The term ‘Euler equation’ first appears in text-searchable JSTOR in Tintner (1937),
but the equation to which the term refers is used earlier in economics, as for example (not
by name) in the famous Ramsey (1928). The mathematics was developed by Bernoulli,
Euler, Lagrange and others centuries ago jointly with the study of classical dynamics of
physical objects; Euler wrote in the 1700’s ‘nothing at all takes place in the universe in
which some rule of the maximum . . . does not appear’ (Weitzman (2003), p. 18).
The application of this mathematics in dynamic economics, with its central focus on
optimization and equilibrium, is almost as universal. As in physics, Euler equations
in economics are derived from optimization and describe dynamics, but in economics,
variables of interest are controlled by forward-looking agents, so that future contingencies
typically have a central role in the equations and thus in the dynamics of these variables.
For general, formal derivations of Euler equations, see texts or entries on the calculus
of variations, optimal control theory or dynamic programming. This entry illustrates by
means of example the derivation of a discrete-time Euler equation and its interpretation.
The entry proceeds to discuss issues of existence, necessity, sufficiency, dynamics systems,
binding constraints, and continuous-time. Finally, the entry discusses uncertainty and
the natural estimation framework provided by the expectational Euler equation.
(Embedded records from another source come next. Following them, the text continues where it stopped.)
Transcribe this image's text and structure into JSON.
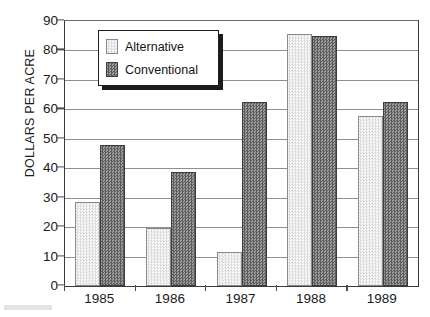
{
  "chart_data": {
    "type": "bar",
    "title": "",
    "xlabel": "",
    "ylabel": "DOLLARS PER ACRE",
    "categories": [
      "1985",
      "1986",
      "1987",
      "1988",
      "1989"
    ],
    "series": [
      {
        "name": "Alternative",
        "values": [
          28.7,
          19.8,
          11.7,
          85.7,
          57.7
        ],
        "color": "#e9e9e9"
      },
      {
        "name": "Conventional",
        "values": [
          48.0,
          38.7,
          62.5,
          84.8,
          62.5
        ],
        "color": "#767676"
      }
    ],
    "ylim": [
      0,
      90
    ],
    "yticks": [
      0,
      10,
      20,
      30,
      40,
      50,
      60,
      70,
      80,
      90
    ],
    "ytick_labels": [
      "0",
      "10",
      "20",
      "30",
      "40",
      "50",
      "60",
      "70",
      "80",
      "90"
    ],
    "grid": true,
    "legend_position": "upper-left"
  },
  "legend": {
    "items": [
      {
        "label": "Alternative",
        "swatch": "light-checker-swatch"
      },
      {
        "label": "Conventional",
        "swatch": "dark-checker-swatch"
      }
    ]
  },
  "axes": {
    "y_title": "DOLLARS PER ACRE"
  }
}
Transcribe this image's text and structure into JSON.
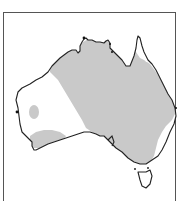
{
  "map": {
    "subject": "Australia",
    "style": "grayscale outline map with shaded region",
    "colors": {
      "background": "#ffffff",
      "shaded_region": "#c9c9c9",
      "coastline": "#222222",
      "frame": "#555555"
    },
    "regions": [
      {
        "name": "shaded-interior-north-east",
        "fill": "#c9c9c9"
      },
      {
        "name": "unshaded-west",
        "fill": "#ffffff"
      },
      {
        "name": "shaded-west-patch",
        "fill": "#c9c9c9"
      },
      {
        "name": "shaded-southwest",
        "fill": "#c9c9c9"
      },
      {
        "name": "unshaded-east-coast",
        "fill": "#ffffff"
      },
      {
        "name": "unshaded-cape-york-tip",
        "fill": "#ffffff"
      },
      {
        "name": "tasmania",
        "fill": "#ffffff"
      }
    ],
    "labels": []
  }
}
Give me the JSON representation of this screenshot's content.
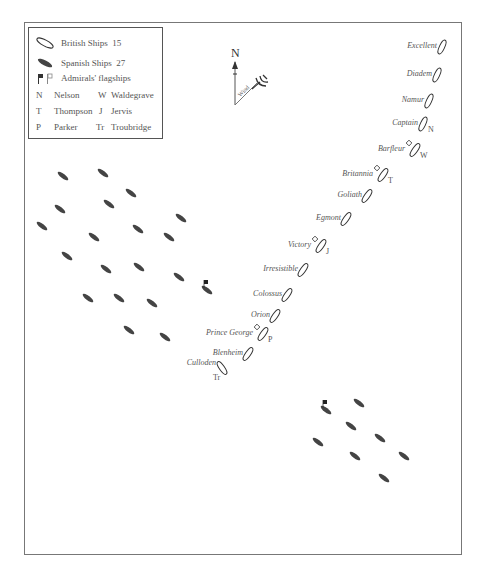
{
  "legend": {
    "british": {
      "label": "British Ships",
      "count": "15"
    },
    "spanish": {
      "label": "Spanish Ships",
      "count": "27"
    },
    "flagships": {
      "label": "Admirals' flagships"
    },
    "admirals": [
      {
        "code": "N",
        "name": "Nelson"
      },
      {
        "code": "W",
        "name": "Waldegrave"
      },
      {
        "code": "T",
        "name": "Thompson"
      },
      {
        "code": "J",
        "name": "Jervis"
      },
      {
        "code": "P",
        "name": "Parker"
      },
      {
        "code": "Tr",
        "name": "Troubridge"
      }
    ]
  },
  "compass": {
    "north": "N",
    "wind_label": "Wind"
  },
  "colors": {
    "british_outline": "#333333",
    "spanish_fill": "#444444",
    "frame": "#777777"
  },
  "british_ships": [
    {
      "name": "Excellent",
      "x": 442,
      "y": 47
    },
    {
      "name": "Diadem",
      "x": 437,
      "y": 75
    },
    {
      "name": "Namur",
      "x": 429,
      "y": 101
    },
    {
      "name": "Captain",
      "x": 423,
      "y": 124,
      "admiral": "N"
    },
    {
      "name": "Barfleur",
      "x": 415,
      "y": 150,
      "admiral": "W",
      "flag": true
    },
    {
      "name": "Britannia",
      "x": 383,
      "y": 175,
      "admiral": "T",
      "flag": true
    },
    {
      "name": "Goliath",
      "x": 367,
      "y": 196
    },
    {
      "name": "Egmont",
      "x": 346,
      "y": 219
    },
    {
      "name": "Victory",
      "x": 321,
      "y": 246,
      "admiral": "J",
      "flag": true
    },
    {
      "name": "Irresistible",
      "x": 303,
      "y": 270
    },
    {
      "name": "Colossus",
      "x": 287,
      "y": 295
    },
    {
      "name": "Orion",
      "x": 275,
      "y": 316
    },
    {
      "name": "Prince George",
      "x": 263,
      "y": 334,
      "admiral": "P",
      "flag": true
    },
    {
      "name": "Blenheim",
      "x": 248,
      "y": 354
    },
    {
      "name": "Culloden",
      "x": 222,
      "y": 368,
      "admiral": "Tr"
    }
  ],
  "spanish_ships": [
    {
      "x": 63,
      "y": 176
    },
    {
      "x": 103,
      "y": 173
    },
    {
      "x": 131,
      "y": 193
    },
    {
      "x": 60,
      "y": 209
    },
    {
      "x": 109,
      "y": 204
    },
    {
      "x": 181,
      "y": 218
    },
    {
      "x": 42,
      "y": 226
    },
    {
      "x": 138,
      "y": 229
    },
    {
      "x": 94,
      "y": 237
    },
    {
      "x": 169,
      "y": 237
    },
    {
      "x": 67,
      "y": 256
    },
    {
      "x": 106,
      "y": 269
    },
    {
      "x": 139,
      "y": 267
    },
    {
      "x": 179,
      "y": 277
    },
    {
      "x": 207,
      "y": 290,
      "flag": true
    },
    {
      "x": 88,
      "y": 298
    },
    {
      "x": 119,
      "y": 298
    },
    {
      "x": 152,
      "y": 303
    },
    {
      "x": 129,
      "y": 330
    },
    {
      "x": 165,
      "y": 337
    },
    {
      "x": 326,
      "y": 410,
      "flag": true
    },
    {
      "x": 359,
      "y": 403
    },
    {
      "x": 351,
      "y": 426
    },
    {
      "x": 318,
      "y": 442
    },
    {
      "x": 380,
      "y": 438
    },
    {
      "x": 355,
      "y": 456
    },
    {
      "x": 404,
      "y": 456
    },
    {
      "x": 384,
      "y": 478
    }
  ]
}
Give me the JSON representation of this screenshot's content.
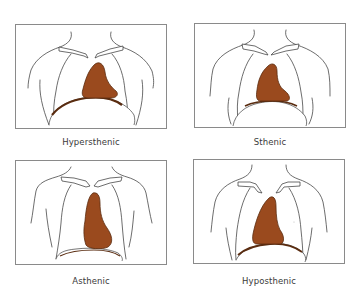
{
  "figure": {
    "type": "anatomical-diagram",
    "colors": {
      "heart_fill": "#9a4a1e",
      "heart_outline": "#5a2c10",
      "outline": "#3c3c3c",
      "frame": "#8a8a8a",
      "label_text": "#3a3a3a",
      "background": "#ffffff"
    },
    "panels": [
      {
        "id": "hypersthenic",
        "label": "Hypersthenic",
        "heart": "broad, transverse, high"
      },
      {
        "id": "sthenic",
        "label": "Sthenic",
        "heart": "moderate, oblique"
      },
      {
        "id": "asthenic",
        "label": "Asthenic",
        "heart": "narrow, vertical, low"
      },
      {
        "id": "hyposthenic",
        "label": "Hyposthenic",
        "heart": "intermediate, vertical"
      }
    ]
  }
}
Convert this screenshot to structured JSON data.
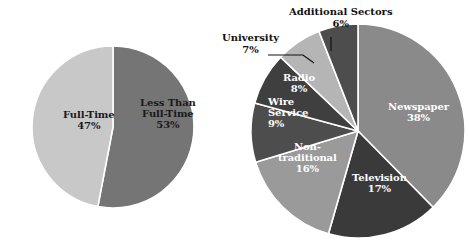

The Euler equation: Consider an infinitely-lived agent P choosing a control variable


(c) in each period (t) to maximize an intertemporal objective: ∞t=1 β
t−1
u (ct ) where u (ct )
0 00
represents the flow payoff in t, u > 0, u < 0, and β is the discount factor, 0 < β < 1.
The agent faces a present-value budget constraint:
X

R1−t ct ≤ W1 (1)
t=1

where R is the gross interest rate (R = 1 + r where r is the interest rate) and W1 is given.
By the theory of the optimum, if a time-path of the control is optimal, a marginal
increase in the control at any t, dct , must have benefits equal to the cost of the decrease
in t + 1 of the same present value amount, −Rdct :

β t−1 u0 (ct ) dct − β t u0 (ct+1 ) Rdct = 0.

Reorganization gives the Euler equations

u0 (ct ) = βRu0 (ct+1 ) for t = 1, 2, 3... (2)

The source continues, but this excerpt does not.